The transition to cleaner fuel sources is a key strategy to reduce greenhouse gas emissions in the transportation sector by 2050 under a national plan released in January. Transportation accounts for the largest share of the heat-trapping emissions that contribute to climate change.

“To meet our future energy needs, we will need versatile renewables like bioenergy as a low-carbon fuel for some parts of our transportation sector,” U.S. Energy Secretary Jennifer M. Granholm said in a news release. “Continuing to fund the important scientific work conducted at our Bioenergy Research Centers is critical to ensuring these sustainable resources can be an efficient and affordable part of our clean energy future.”

Switchgrass
A plot of switchgrass grows at Michigan State University’s Kellogg Biological Station in Hickory Corners, Mich., July 19, 2019. Great Lakes Bioenergy Research Center scientists are studying crops like switchgrass. Switchgrass doesn’t compete with food crops, and it can be grown on land that’s not being farmed to provide a variety of environmental benefits. Chelsea Mamott/Wisconsin Energy Institute

Donohue said the centers are examining where to grow energy crops of non-edible plant material across the country without interfering with food production. He said researchers deconstruct the plant material into what he referred to as juices, likening the process to making wine or beer. It’s currently hard to break apart and that poses a barrier to cost-effective production of biofuels.

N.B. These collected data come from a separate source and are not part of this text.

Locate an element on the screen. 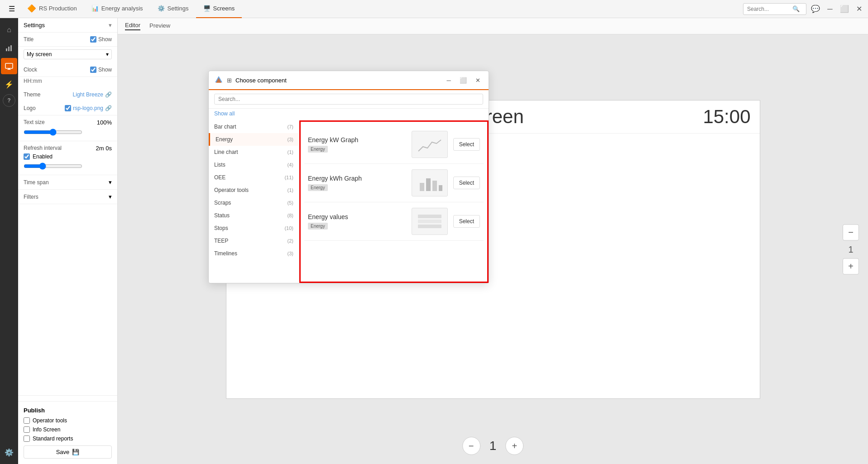 Image resolution: width=868 pixels, height=464 pixels. sidebar-item-home: ⌂ is located at coordinates (9, 30). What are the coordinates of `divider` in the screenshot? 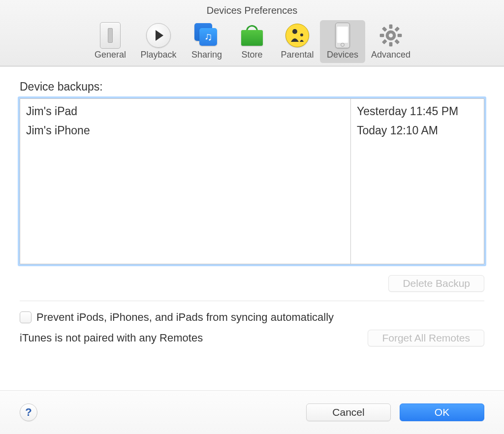 It's located at (252, 301).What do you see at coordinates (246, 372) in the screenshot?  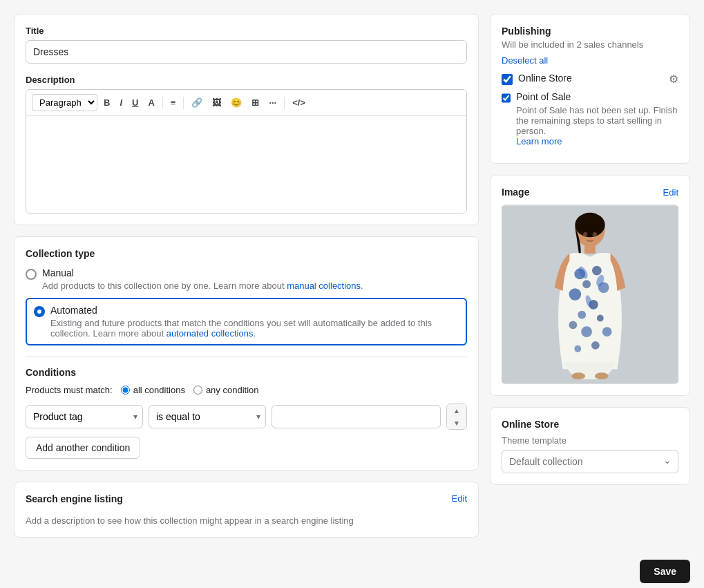 I see `conditions-label: Conditions` at bounding box center [246, 372].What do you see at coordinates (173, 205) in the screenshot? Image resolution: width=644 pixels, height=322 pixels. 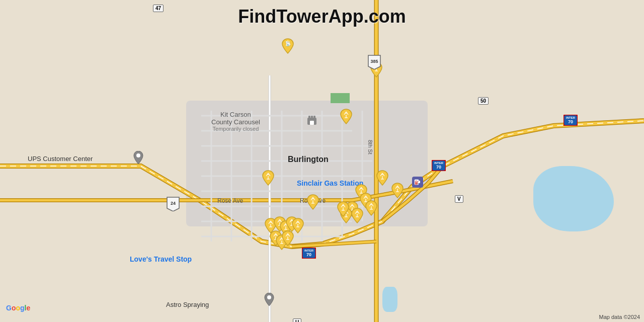 I see `badge-24: 24` at bounding box center [173, 205].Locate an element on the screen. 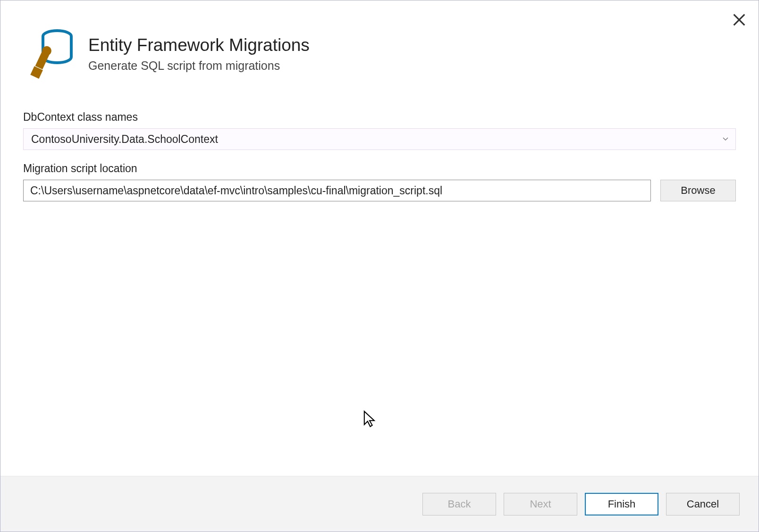 The image size is (759, 532). dialog-subtitle: Generate SQL script from migrations is located at coordinates (199, 66).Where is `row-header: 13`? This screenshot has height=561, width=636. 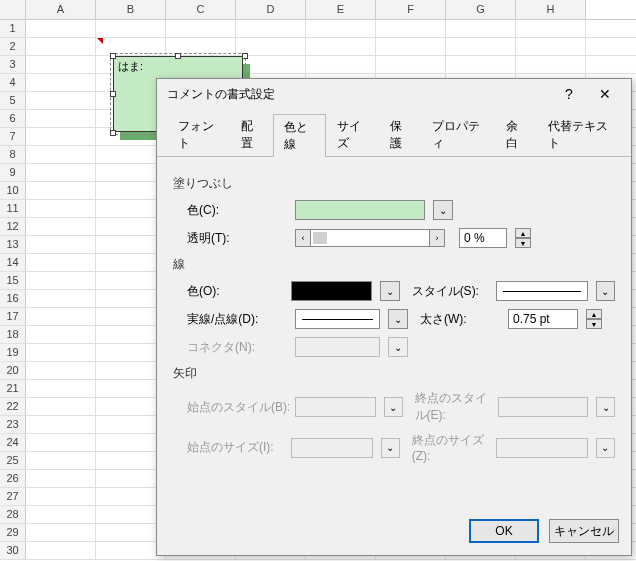 row-header: 13 is located at coordinates (13, 244).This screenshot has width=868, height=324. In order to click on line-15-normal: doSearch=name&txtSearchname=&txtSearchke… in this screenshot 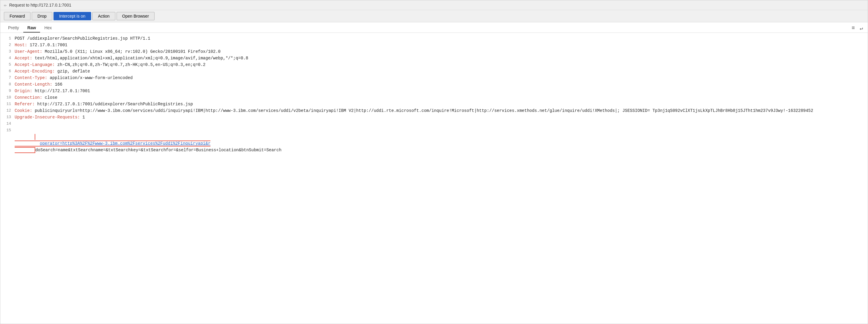, I will do `click(158, 150)`.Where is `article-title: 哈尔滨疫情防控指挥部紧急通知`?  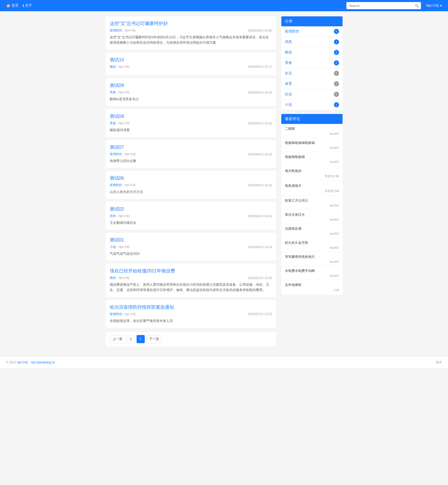 article-title: 哈尔滨疫情防控指挥部紧急通知 is located at coordinates (191, 307).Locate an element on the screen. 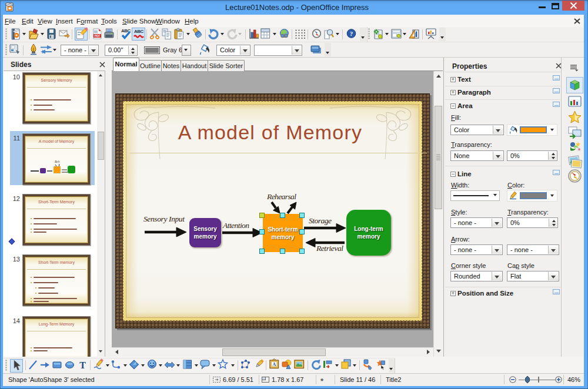 The height and width of the screenshot is (389, 588). svg-text: A is located at coordinates (274, 364). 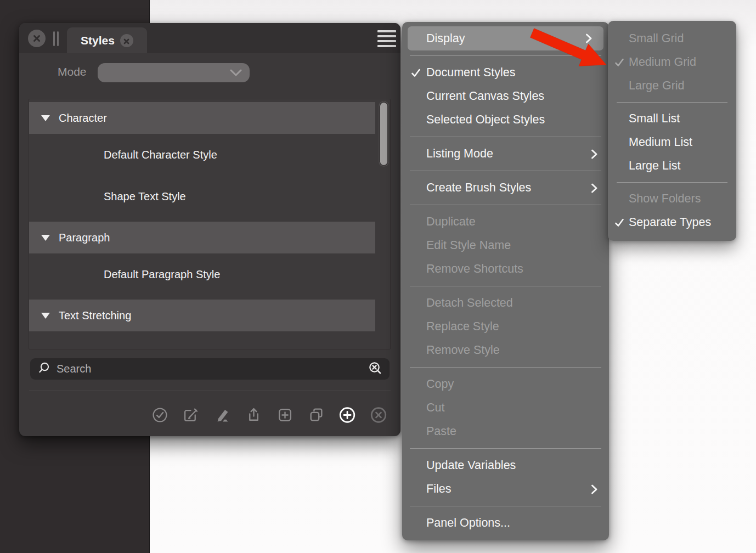 I want to click on toolbar-divider, so click(x=210, y=391).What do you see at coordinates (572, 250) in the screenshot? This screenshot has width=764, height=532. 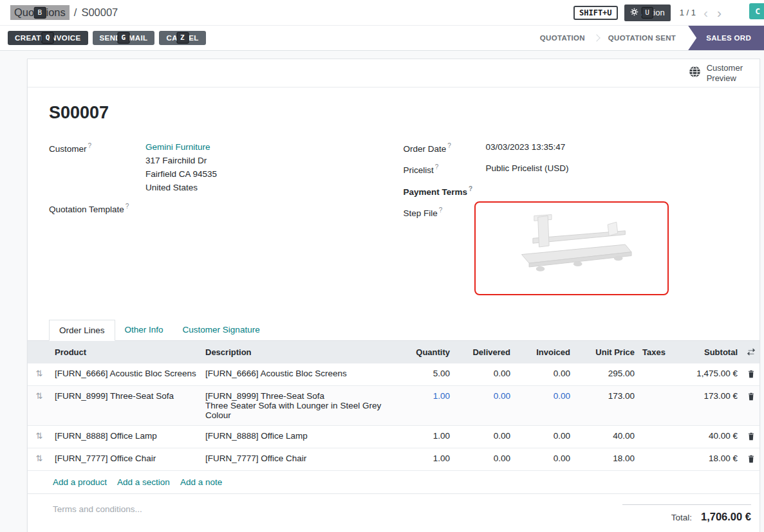 I see `step-file-field-row: Step File?` at bounding box center [572, 250]. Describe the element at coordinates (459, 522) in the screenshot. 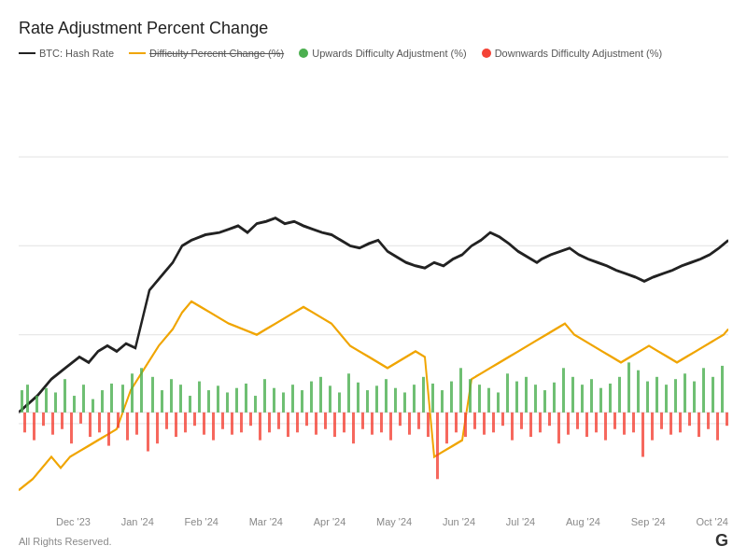

I see `x-label-jun24: Jun '24` at that location.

“We have learned how to make crops easier to dissolve into these juices, and we’ve learned how to make products like fuels and chemicals from as much of a ton of biomass as possible,” Donohue said.

The center has been engineering microbes that can convert energy crops like switchgrass to fuel at the lowest cost. Donohue said they’re also making great strides in understanding the interaction of plants and roots underground and their ability to store carbon as it relates to their chemical properties. He said researchers are trying to determine how those properties change during different seasons, which will help industries that convert them into fuels or chemicals.

The center also examines where refineries may be sited to produce biofuels within 50 to 75 miles from locally grown crop material.

“That means local rural communities that are a source of this material would be the ones that would benefit from new jobs and new industries being rolled out in those areas that have typically not been producers of the fuels and chemicals that we’re talking about,” he said.

Surajudeen Omolabake is a graduate research assistant at the Great Lakes Bioenergy Research Center
Surajudeen Omolabake is a graduate research assistant at the Great Lakes Bioenergy Research Center. He’s working in a lab at the Wisconsin Energy Institute building at the University of Wisconsin–Madison. Omolabake and his colleagues in Shannon Stahl’s lab focus on the conversion of lignin to useful chemicals currently derived from petroleum. Chelsea Mamott/Wisconsin Energy Institute

The center is also working on ways to convert as much plant material as possible into chemicals needed for making biodegradable plastics and replacements for polyesters or lubricants.

U.S. Sen. Tammy Baldwin said the investment will support Wisconsin research efforts to cut energy costs and address climate change.

“These resources will help Wisconsin’s research institutions continue to innovate, boosting farmers’ and producers’ bottom lines, developing cleaner energy, and moving our Made in Wisconsin economy forward,” Baldwin said in a release.

Donohue said the state, which imports fuels and chemicals from elsewhere, could position itself to use locally grown biomass to make those products in Wisconsin.

Established in 2007, the center collaborates with Michigan State University and other partners. It employs more than 450 researchers, students and staff. Since its inception, the center states its partnerships have produced 1,700 scientific papers, 260 patent applications, 113 licenses or options and five startup companies.